I’m giving my first steps with ElasticSearch and to test things I’m currently working with curl from the command line. However it’s kind of annoying because I have to type everything on a text editor and paste in the console (no tab formatting in the console), and the json output you get is not formatted.
So I was wondering if there’s some equivalente of the many sql consoles for working with json data, to make it easier to test and play around with json rest web services.
What tools do you use for this kind of tasks?
First of all, if the json output you get isn’t formatted, append
?pretty=1to any url. The result will be much nicer. Another option is to pipe the output topython -m json.toolif you have Python 2.6+. I like the latter option because I have it saved to a shell function and can simply type| jafter any command that outputs json.
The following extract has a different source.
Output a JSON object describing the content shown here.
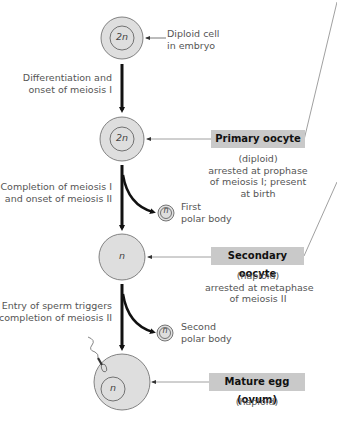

Much shorter and generic.For issuing curl commands there are a couple of options. The most universal solution is to create a shell script with the whole command. For example:
Rather than pasting that at a shell prompt, save it in a file. Then just tweak the source and run it as often as you need.
A variation on this is to use Emacs. I use it to run
curlon regions of buffers, manipulate the result, etc.shell-command-on-regionorM-|is a good choice there. So for the above script, I can issueM-| sh RETinstead of switching to a shell. Vim allows you to do something similar.I haven’t checked this one out, but a lot of people seem to like elasticsearch-head. It’s a UI that will issue queries and give you structured results. http://mobz.github.com/elasticsearch-head/
Update: I recently noticed that Perl’s JSON module ships with a handy command-line utility called
json_ppthat function’s similarly to Python’sjson.tool. If you installJSON::XSthere’s also a (faster)json_xsbin.